By Lord Green of Deddington
Chairman of Migration Watch UK
Brexit Central, 20 February, 2017
Perhaps I might explain to Tony Blair in an “easy to understand” way that he has completely misapprehended the immigration issue which, as he admitted in his speech on Friday, was the key issue at the referendum.
He claimed that the Prime Minister had recently admitted that “we would want to keep the majority of EU migrants, including those with a confirmed job offer and students. This leaves around 80,000 who come looking for work without a job.” Thus “the practical impact of Brexit on immigration is, on analysis, less than 12% of the immigration total”.
For a start, the Prime Minister has “admitted” no such thing. This passage seems to be referring to a suggestion by Lord Hague that EU citizens should not be allowed to come to the UK in search of work. That idea never got off the ground for the very obvious reason that the only effect would be a boom for employment agencies rather than any reduction in immigration.
A much more likely course would be to confine EU migration to the highly skilled by extended the existing work permit scheme to EU migrants. That would reduce net migration by 100,000 a year. This would be a substantial step towards getting the numbers down to a sustainable level and a far cry from Lord Mandelson’s claim on the BBC’s Andrew Marr Show that ‘broadly speaking we’re going to have the same numbers of immigrants coming to the country’.
By contrast, Tony Blair took the number of EU migrants who came looking for work, assumed that this would be the reduction and then compared it – not to migration of 190,000 from the EU but to the total gross inflow from the whole world of 650,000. This gave him a conveniently small percentage on which to base his speech.
Mr Blair made one other argument. “For many people, the core immigration question – and one which I fully accept is a substantial issue – is immigration from non-European countries, especially when from different cultures in which assimilation and potential security threats can be an issue.”
This is indeed a concern for many but it is also clear that in areas such as East Anglia the arrival of a large concentration of low paid EU workers had a considerable influence on the outcome of the referendum.
Beyond that, there is a key word missing from Mr Blair’s one paragraph description of what he admits was acentral issue. That word is “control”. There is every prospect that large scale immigration from Eastern Europe will continue for many years to come as our standard of living is likely to continue to be three or four times higher than that of the East European member states.
This matter was brought to the attention of the EU and was simply dismissed out-of-hand. That generated a backlash for which they must share some of the blame.
None of this is to deny that there is a lot more to be done to reduce non-EU migration to acceptable levels but that, by contrast, is in our own hands. The government need to build on existing measures and, in particular, to sort out the current confusion as to how many students are staying on.
Finally, it is ironic that it was Tony Blair’s government that lost control of immigration. After taking power in 1997, the numbers had quadrupled by 2000 to 200,000 a year.
This was followed by a massive miscalculation of the effect of opening our labour market to East Europeans without a transition period when only Sweden and Ireland followed suit. His government relied on a forecast of net migration of between 5,000 and 13,000 a year.
Migrationwatch said at the time that this was “almost worthless”. The eventual figure was about six times that and we now have over a million East Europeans working in Britain.
It is intriguing that, in his 700 page autobiography, Tony Blair made very little mention of immigration. He does, however, describe a visit to Dover during the 2005 election campaign during which he made a speech that successfully diverted attention from immigration to the issue of identity cards. He continued “because our position was sophisticated enough – a sort of ‘confess and avoid’, as the lawyers say – we won out.” Did they really?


## Prompt:
Print nothing but the lines below starting at the line that holds "Inspect for *land vehicle*." and ending at the line that holds "Zero in on girl.", including both, each exactly as written.

Start of Exercise material

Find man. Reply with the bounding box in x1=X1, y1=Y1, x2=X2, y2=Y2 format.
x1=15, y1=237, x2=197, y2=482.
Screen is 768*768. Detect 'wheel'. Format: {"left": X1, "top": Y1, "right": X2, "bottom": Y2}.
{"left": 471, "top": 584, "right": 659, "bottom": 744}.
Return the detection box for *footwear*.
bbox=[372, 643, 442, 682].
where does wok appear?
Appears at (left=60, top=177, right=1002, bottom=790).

End of Exercise material
Start of Exercise material

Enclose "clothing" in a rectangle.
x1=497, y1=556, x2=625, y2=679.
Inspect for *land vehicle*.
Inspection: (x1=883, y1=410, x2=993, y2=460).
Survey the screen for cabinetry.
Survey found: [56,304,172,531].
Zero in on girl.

End of Exercise material

## Task solution:
Inspect for *land vehicle*.
Inspection: (x1=883, y1=410, x2=993, y2=460).
Survey the screen for cabinetry.
Survey found: [56,304,172,531].
Zero in on girl.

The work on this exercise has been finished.